Photo by Sangharsh Lohakare on Unsplash
LIVERPOOL, United Kingdom — The future of medicine may have a very personal touch. New research finds that medications can produce 30 percent fewer side-effects if doctors match dosages with a patient’s DNA. The findings provide further evidence that genes can help create tailored prescriptions for individual care, rather than generalizing them to an entire population.
Currently, most medicines follow a “one-size-fits-all” approach. While this makes medicine more readily available to the public, not everyone reacts the same way to prescription drugs. Some people might find a drug useful while others can’t stand the medication because of its awful side-effects. There’s also the issue of people metabolizing medicines at different rates. This means a person might need a higher dose to get the drug’s full effect and vice versa.
Patients feel they have more control over their prescriptions
In the clinical trial, 7,000 people from seven European countries carried around a “DNA medication pass” that contains information on the patient’s genetic profile. Scanning the pass would allow doctors and pharmacists to decide what medicines to use and calculate the best dosage for them. The drugs ranged across medical fields from oncology to psychiatry.
Study authors randomly placed the participants into the genotyping group that had their DNA mapped out. They focused their attention on 12 specific genes and 50 types of genetic variants and how 39 drugs affected them. About three months into the trial, a nurse contacted each participant, asking about side-effects such as diarrhea, anemia, nerve pain, or muscle pain.
People who actively used their medication pass and whose prescriptions were tailored to their genetic code found to have 30 percent fewer side-effects compared to patients prescribed a standard dose of medicine. What’s more, people using tailored medications reported being happier with the DNA medication passes. The authors suggest this might be because it gives patients a feeling of control over their health, along with feeling actively involved in their medical decisions.
“This is a large landmark randomized study which shows that pharmacogenomic testing using a comprehensive genotyping panel can prevent adverse drug reactions, an outcome measure which is clinically important to individual patients and to healthcare systems,” says Sir Munir Pirmohamed, a professor at the University of Liverpool and principal investigator for the only U.K. site taking part in the trial, in a media release. “A 30% reduction in adverse reactions with a single intervention is remarkable.”
The clinical results show that a tailored strategy towards drug prescriptions works. The next obstacle in the road is deciding how to promote this plan in countries with vastly different healthcare systems.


__Task goal__: Begin at the line containing "Track down 'human arm'." and restate it and each line after it exactly, up to and including the last line below. Leave pictures out.

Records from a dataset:
━━━━━━━━━━━━━━━━━━━━━━━━━━━━━━

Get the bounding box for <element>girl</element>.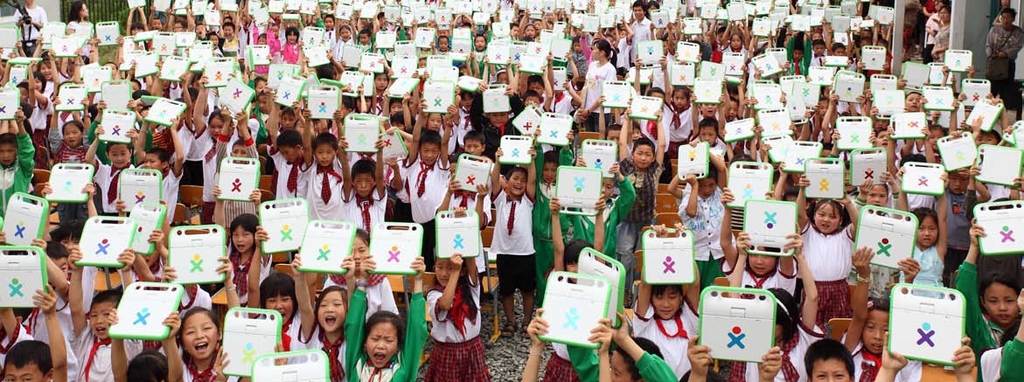
Rect(71, 248, 140, 378).
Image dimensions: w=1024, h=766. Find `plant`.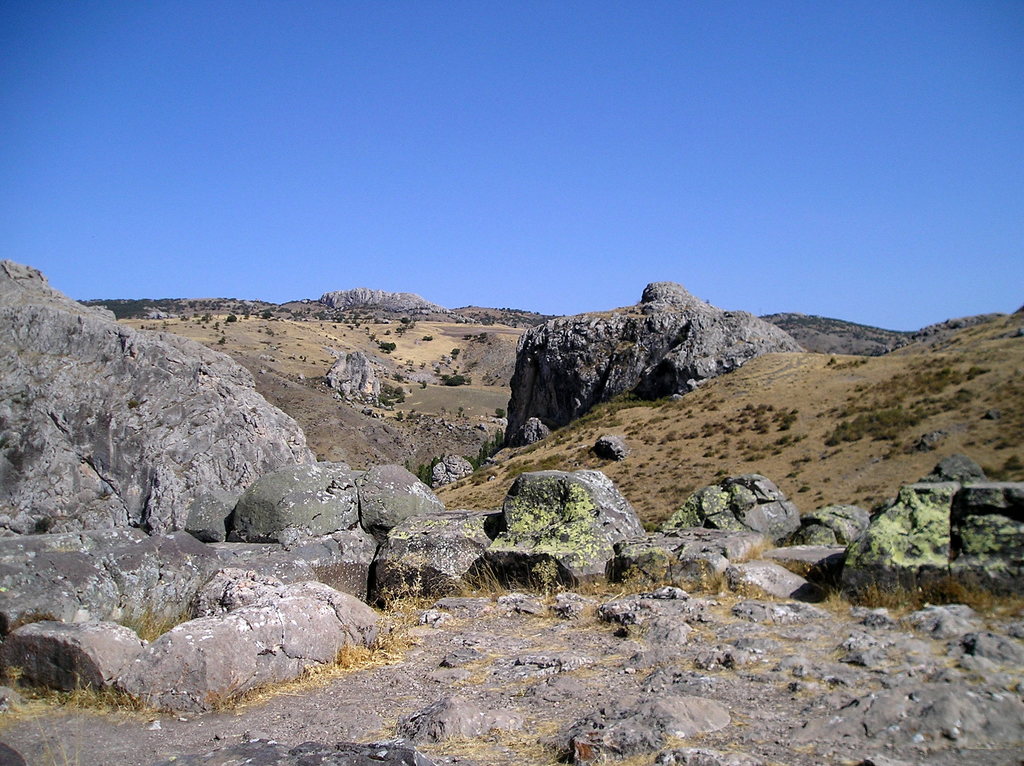
(left=545, top=452, right=565, bottom=466).
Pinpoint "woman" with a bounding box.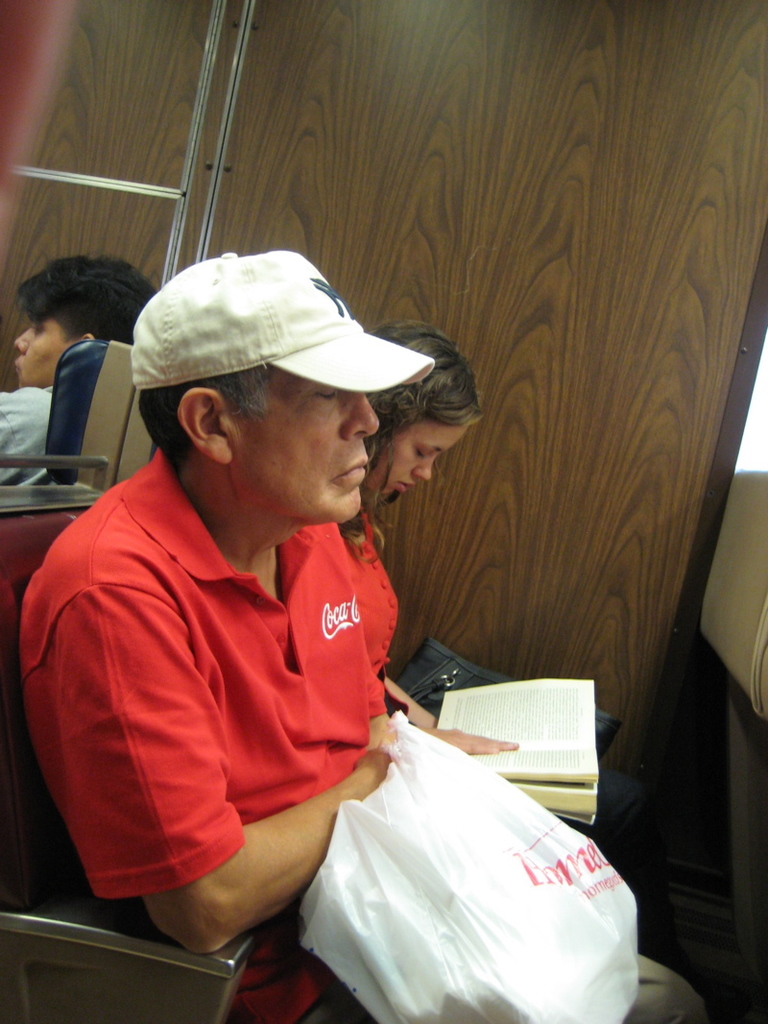
{"left": 341, "top": 319, "right": 686, "bottom": 958}.
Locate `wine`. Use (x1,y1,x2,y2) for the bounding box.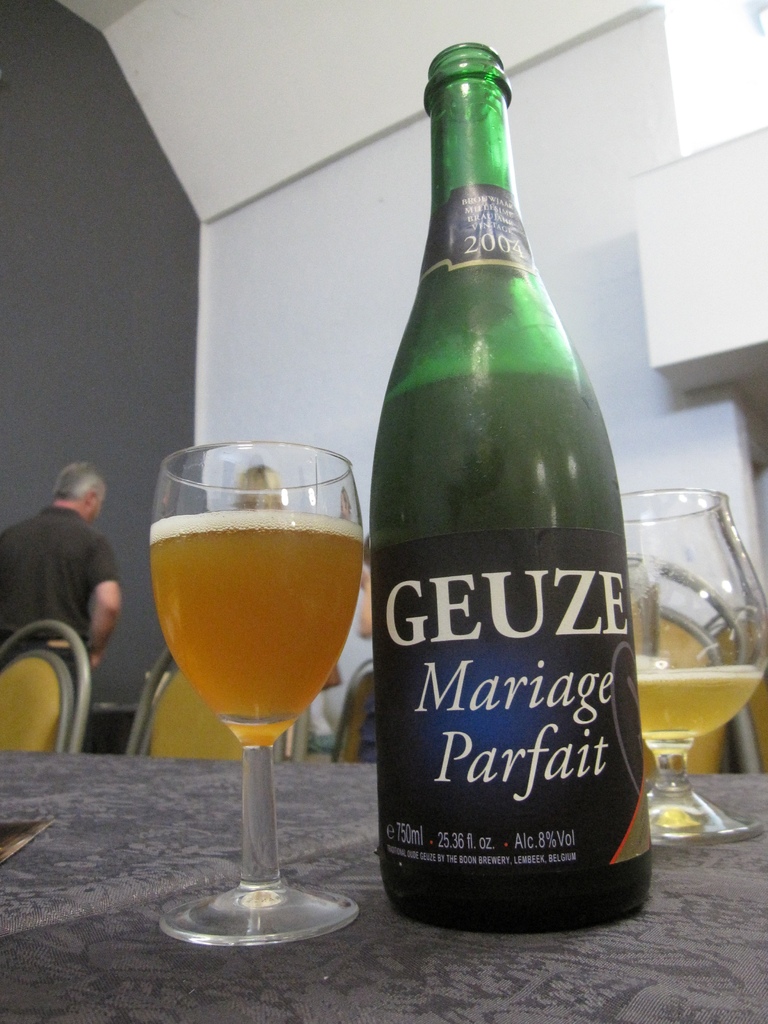
(362,36,659,947).
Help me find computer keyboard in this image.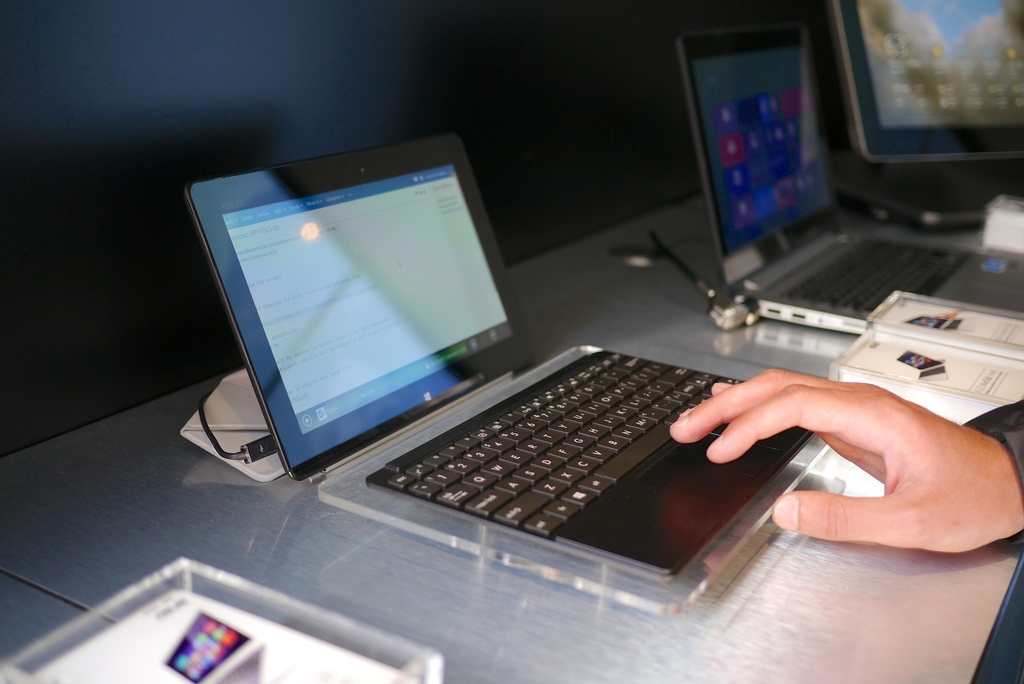
Found it: box=[384, 348, 741, 540].
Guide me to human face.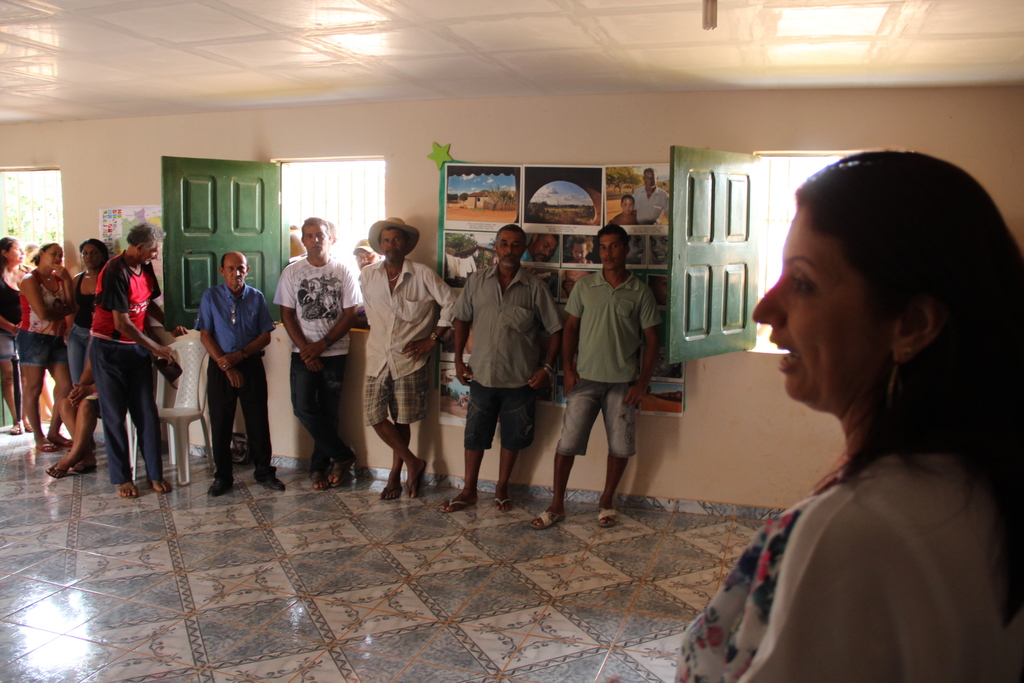
Guidance: bbox=[10, 240, 23, 263].
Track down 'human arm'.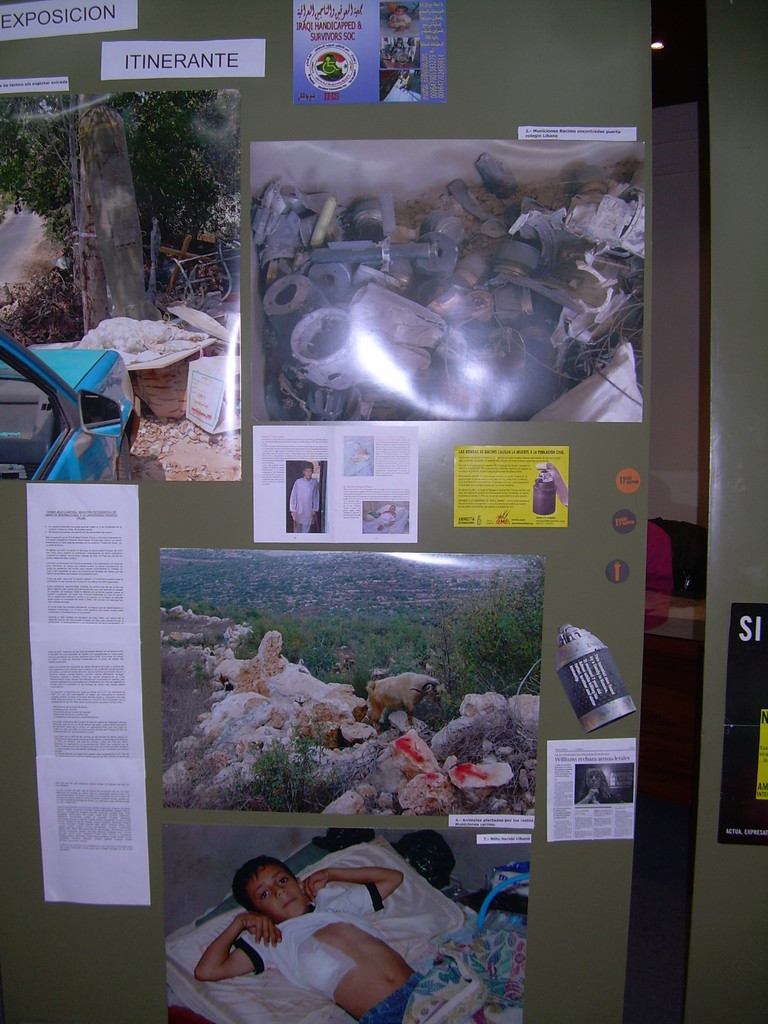
Tracked to Rect(201, 910, 284, 999).
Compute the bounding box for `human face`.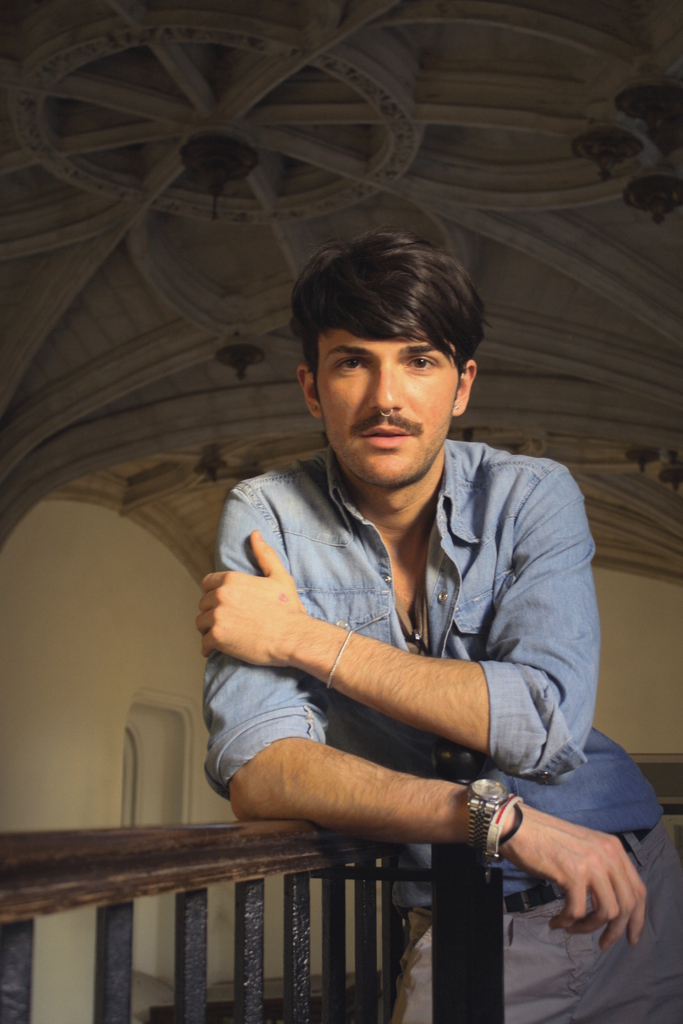
315, 333, 463, 477.
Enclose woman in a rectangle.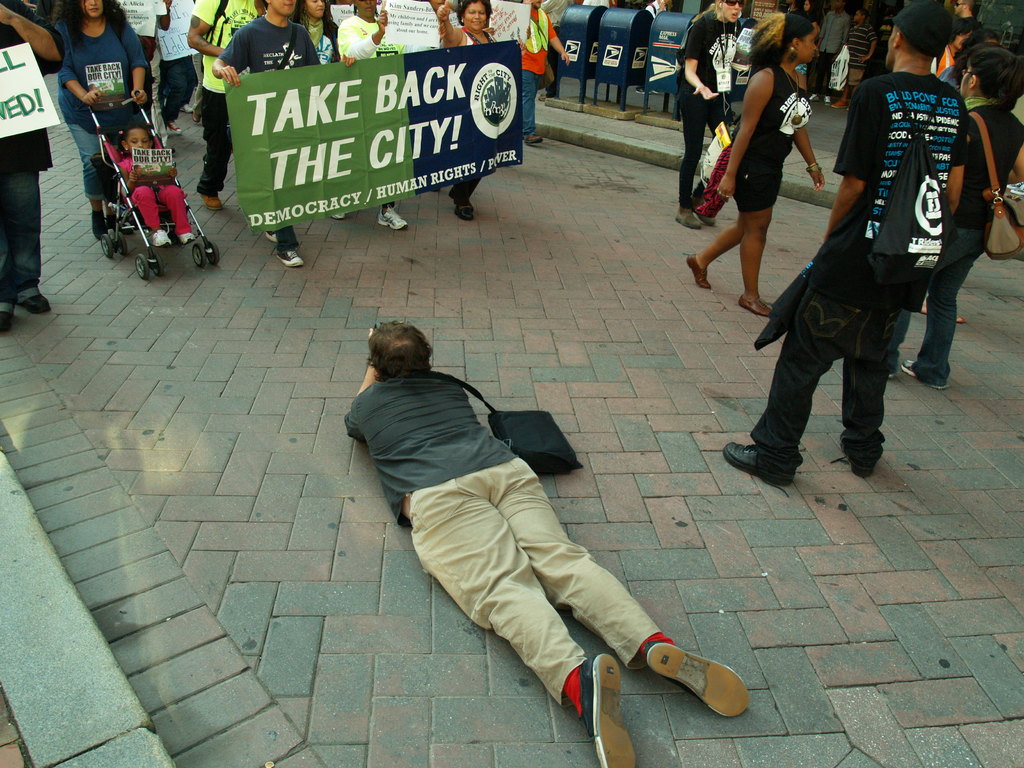
(x1=55, y1=0, x2=148, y2=239).
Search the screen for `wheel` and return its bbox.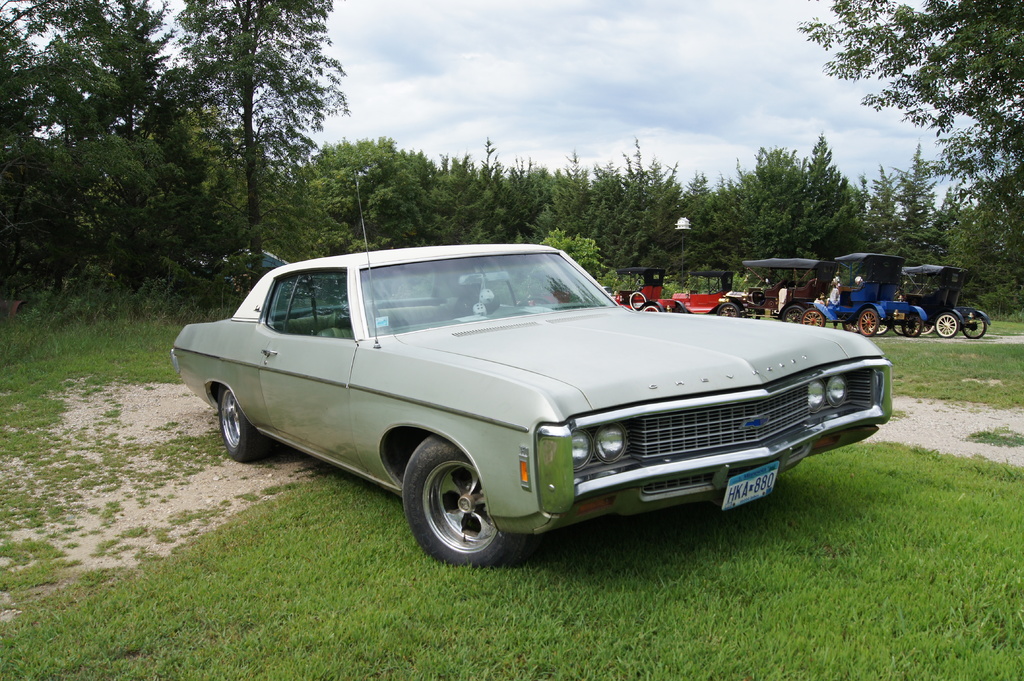
Found: box=[867, 314, 890, 332].
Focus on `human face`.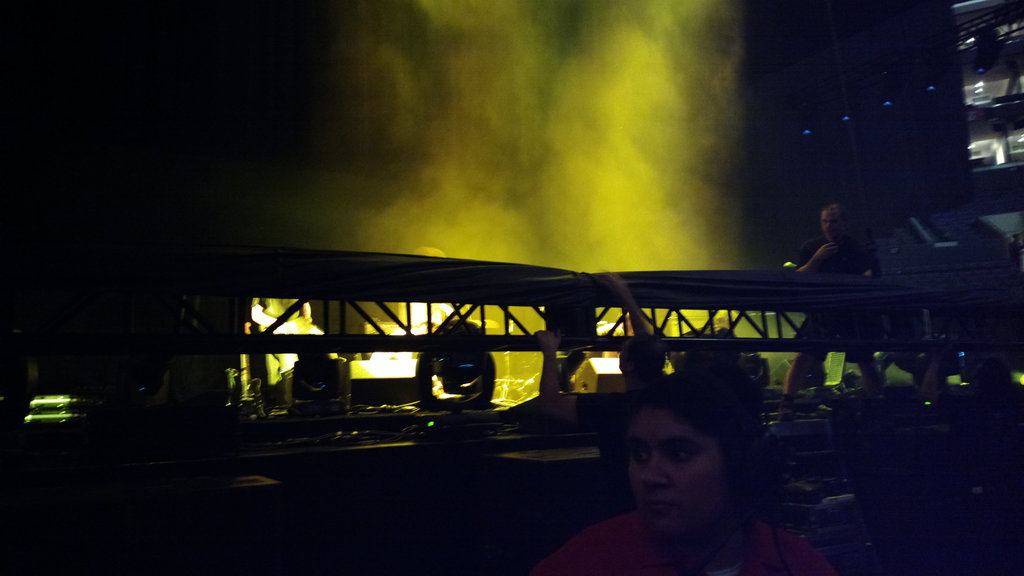
Focused at region(822, 212, 840, 236).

━━━━━━━━━━━━━━━━━━━━━━━━━━━━━━

__Result below__:
Track down 'human arm'.
Tracked to Rect(201, 910, 284, 999).
Compute the bounding box for `human face`.
315, 333, 463, 477.
Enclose woman in a rectangle.
(x1=55, y1=0, x2=148, y2=239).
Search the screen for `wheel` and return its bbox.
Found: box=[867, 314, 890, 332].
Focus on `human face`.
Focused at region(822, 212, 840, 236).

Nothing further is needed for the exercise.